Dottir Press also promotes complex narratives and nuanced stories. “In earlier decades, feminists tended to focus on saying that girls can do whatever boys can do and boys can do whatever girls can do. We’re now trying to puncture the idea of gender,” Baumgardner says. “The years of feeling like we need to drain misogyny from our brains to protect women, still resonate on an instinctive level, but we’re also addressing what we think it means to be a woman. It’s certainly always been more than reproductive capacity but what is it we are still protecting?”

These books have made Dottir Press a target for the right. In fact, Anastasia Higginbotham’s A book about whiteness is not my idea Chris Rufo, censorship proponent, loves this particular part of a six part series. But being in Rufo’s crosshairs has not deterred either Baumgardner or Higginbotham. “I am pro-gay rights and pro-feminist, so there was not a moment I was fearful about publishing books like this,” Baumgardner says.

Similarly, Flamingo Rampant’s Bergman says that while the company has recently seen an uptick in hateful messages, the overriding goal of publishing books that tell kids that “it’s fine and good to be themselves and fight racism, disability injustice or bigotry” will always be front and center.

These publishers — and others including Seven Stories Press, the Feminist Press, The New Press and Beacon — have allies in activist groups that are fighting censorship and limits on what can be taught and read. One example is the American Federation of Teachers. It is doing all it can to help teachers who are under fire. It plans to send a million books through its schools. Reading Opens the World program.

The more grassroots group Red Wine & BlueBook Ban Busters! to raise awareness about censorship and track where bans have been implemented. The group also hosts weekly online Troublemaker Trainings. This provides instruction in the basics of community organization for people living all over the U.S., including how to testify before a school board hearing and how to file a Freedom of Information Act request. According to the grassroots group nearly 3,000 moms, mostly from suburban areas, have participated so far.

“We focus on hyper-local community work,” Julie Womack, Red Wine & Blue’s organizing director, told Truthout. “The right is using scare tactics to try to win suburban voters. But suburban areas are becoming more diverse and are moving away from conservative politics.”

Among the group’s most successful efforts: a national read-in with banned writers to promote free speech and the right to read.

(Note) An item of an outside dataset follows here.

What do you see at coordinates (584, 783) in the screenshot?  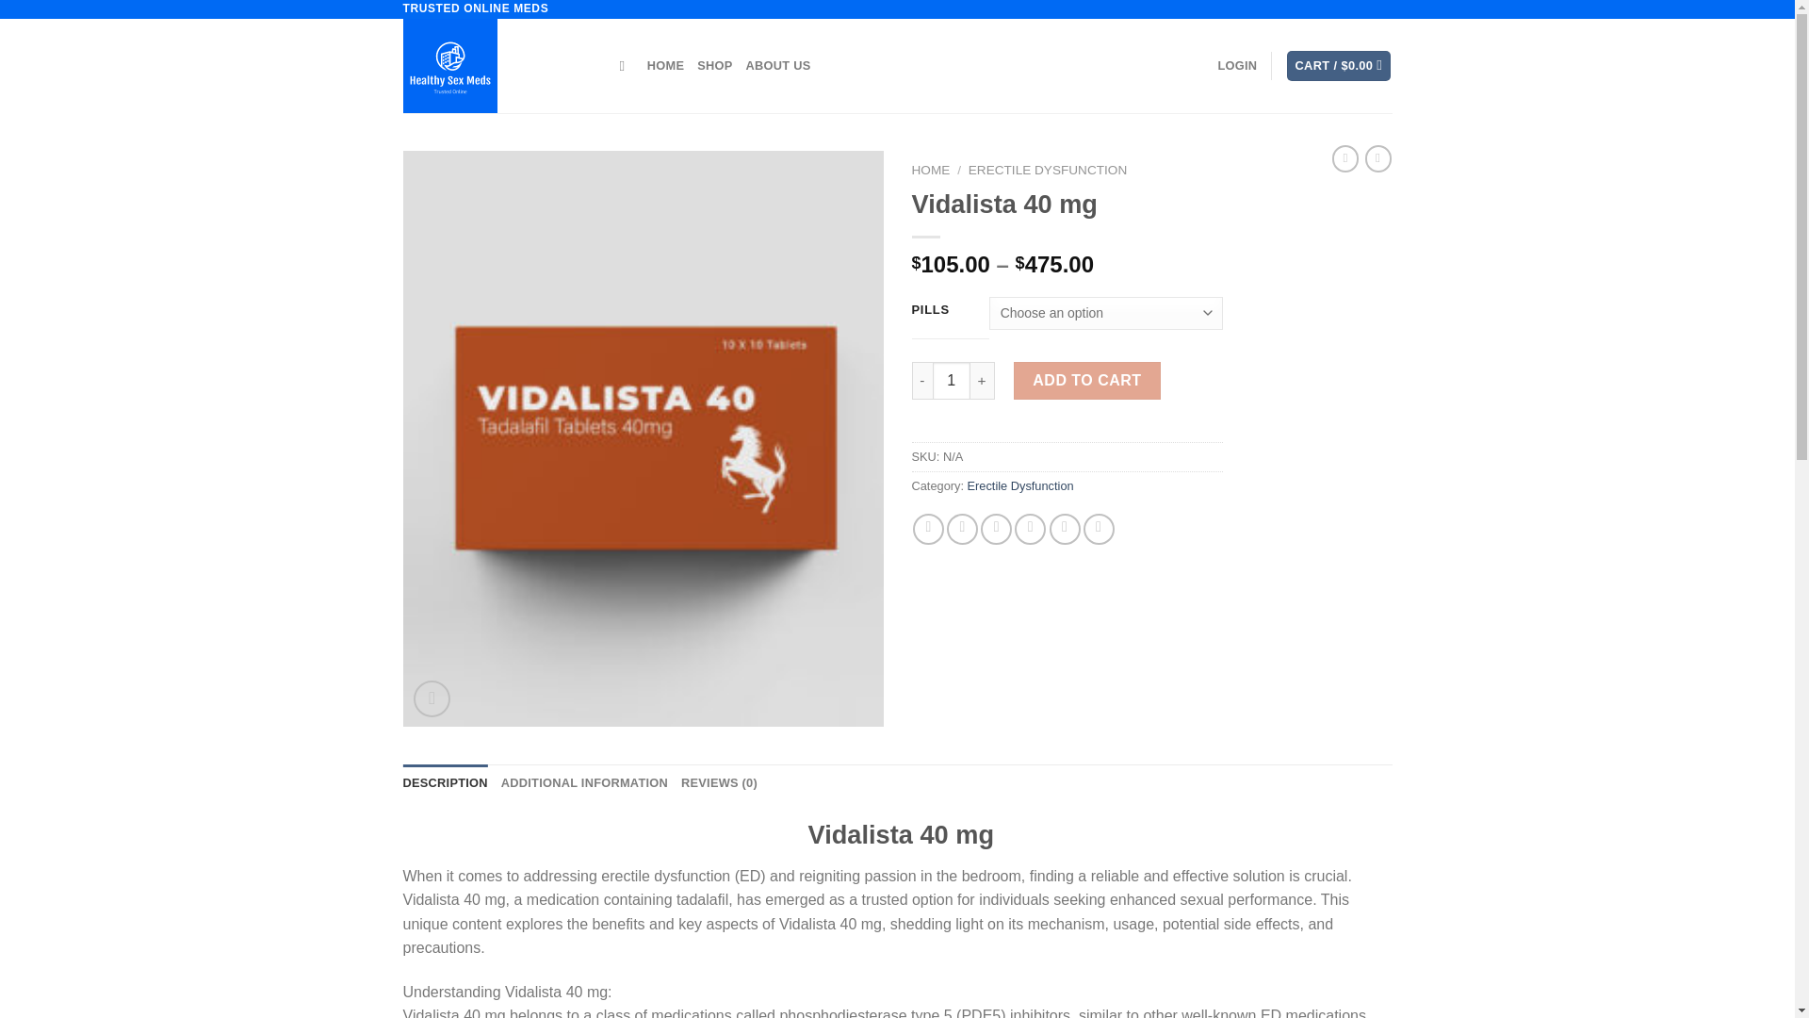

In addition, Womack says that Red Wine & Blue is educating communities about the broader agenda of the U.S. right. “The right’s censorship and book bans actually have very little to do with books,” she says. “They are a coordinated effort to get folks upset; they are using fear to win elections and consolidate power. Their ultimate goal is to undermine public education, public libraries and the public good.”

Womack says that many attempts to ban books are not organic or parent-led, but are coordinated efforts by right-wing forces to take control. “The movement is being organized by the Heritage Action Fund, the Manhattan Institute and the Koch Foundation, and is then amplified by an echo chamber that includes Fox News, The Daily Caller and the Blaze, The Watchman, and the New York PostAnd Breitbart.

Womack stated that she is encouraged by the announcements made by the New York Public Library and Brooklyn Public Library systems, that they will allow anyone over 13 years old to access banned titles in e–book or audio format regardless of their location.

A similar project is being undertaken by the newly formed American Library Association. Unite Against Book Bans, will ensure that opposition against censorship is a key issue in any upcoming midterm elections.

“We’ve found that where a community shows up to oppose bans and censorship, these efforts are defeated,” Womack said. “But we have to keep pushing back.”